Notes from Kumasi
Leaving Accra we departed for Kumasi– there was a change of pace in this dusty Ashanti city. Flying in, the low-rise collection of housing and settlements spreads across the horizon. The city has a hotter, inland climate, but the KNUST campus has this relieved somewhat by its lush mature vegetation. A visit to the recently restored KNUST Staff Club and walk around the campus to the ‘central area’, gave a good feel, and introduction to KNUST.

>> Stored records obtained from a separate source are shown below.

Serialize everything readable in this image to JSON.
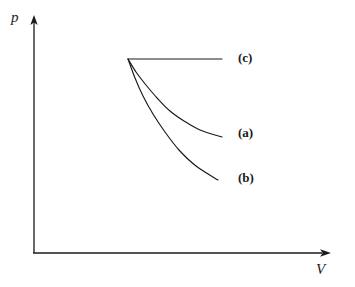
{
  "figure": {
    "background_color": "#ffffff",
    "line_color": "#1a1a1a"
  },
  "axes": {
    "y_label": "p",
    "x_label": "V",
    "y_label_name": "pressure",
    "x_label_name": "volume",
    "origin": [
      33,
      253
    ],
    "y_axis_top": 16,
    "x_axis_right": 330,
    "arrowheads": true,
    "ticks": [],
    "tick_labels": [],
    "gridlines": false
  },
  "curve_labels": {
    "c": "(c)",
    "a": "(a)",
    "b": "(b)"
  },
  "chart_data": {
    "type": "line",
    "title": "",
    "xlabel": "V",
    "ylabel": "p",
    "xlim": [
      33,
      330
    ],
    "ylim": [
      253,
      16
    ],
    "grid": false,
    "legend": "inline-right-labels",
    "axis_ticks": "none",
    "common_start_point": [
      128,
      59
    ],
    "series": [
      {
        "name": "(c)",
        "label": "(c)",
        "description": "isobaric - horizontal line, constant pressure",
        "label_position": [
          238,
          51
        ],
        "points": [
          [
            128,
            59
          ],
          [
            152,
            59
          ],
          [
            176,
            59
          ],
          [
            200,
            59
          ],
          [
            222,
            59
          ]
        ]
      },
      {
        "name": "(a)",
        "label": "(a)",
        "description": "isothermal - convex decreasing curve",
        "label_position": [
          238,
          126
        ],
        "points": [
          [
            128,
            59
          ],
          [
            136,
            72
          ],
          [
            146,
            85
          ],
          [
            158,
            99
          ],
          [
            170,
            111
          ],
          [
            184,
            121
          ],
          [
            200,
            130
          ],
          [
            222,
            137
          ]
        ]
      },
      {
        "name": "(b)",
        "label": "(b)",
        "description": "adiabatic - steeper convex decreasing curve",
        "label_position": [
          238,
          171
        ],
        "points": [
          [
            128,
            59
          ],
          [
            135,
            78
          ],
          [
            143,
            96
          ],
          [
            153,
            114
          ],
          [
            165,
            132
          ],
          [
            179,
            150
          ],
          [
            196,
            166
          ],
          [
            218,
            180
          ]
        ]
      }
    ]
  }
}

KNUST Senior Staff Club House, designed by Cubitt
The following day united us with more visiting staff from University of Edinburgh and we set off on an extended excursion to various buildings in Kumasi city. Fry and Drew’s Prempeh College and Opoku Ware schools, are visited first and present us with a first hand view of this couples’ best exemplars of institutional tropical modernism. Visits followed to Nickson’s Anglican Cathedral, a towering structure, with less external architectural sophistication than F+D’s educational oeuvres, but provided interiors that successfully captured the spirit of high Anglicanism in its light-filled interior.

Anglican Cathedral, Kumasi, designed by R. Nickson from 1950
A dusk-tinted view of the campus concluded the day’s visitations, its welcome calm was a good antidote to the ‘busy-ness’ of the town. The buildings at the ‘Tech’, as it is colloquially called, sat sedately in their lush tropical setting, showing off Scott and Cubitt’s earliest university campus in Africa.
The historic ‘central’ administrative area of Kumasi formed the focus of the next day. The post office and Ghana electricity building suggest they are examples of late ‘PWD’ post war architecture, whilst the historic memorial to the West Africa Frontier Force, soldiers who fell in WW1 in Abbysinia (Ethiopia) and Burma (Myamaar) give us pause for remembrance. Walking up towards the military museum we find that although it is closed, we can still pay officially for a visit and take the chance. More than an hour later, we are overwhelmed with the sheer military-related history this deceptively small former garrison fort contained. As a colleague commented, “this gave [me] the context” to this city.

Kumasi GPO, designed by PWD?
Visits to the Asawasi and Fanti Town districts, the latter adjoining the Cathedral area, gave good examples of early housing layouts in Kumasi designs by known planners in some cases. At Fanti Town we inadvertently came across the’ coffin district’, and attempted a stop at the Bantana district of the town to photograph circular hut housing we had identified the day before. The military museum guide had confirmed that these historic huts still provided accommodation for the army. As the garrison was still camped at the site we could not investigate this much further.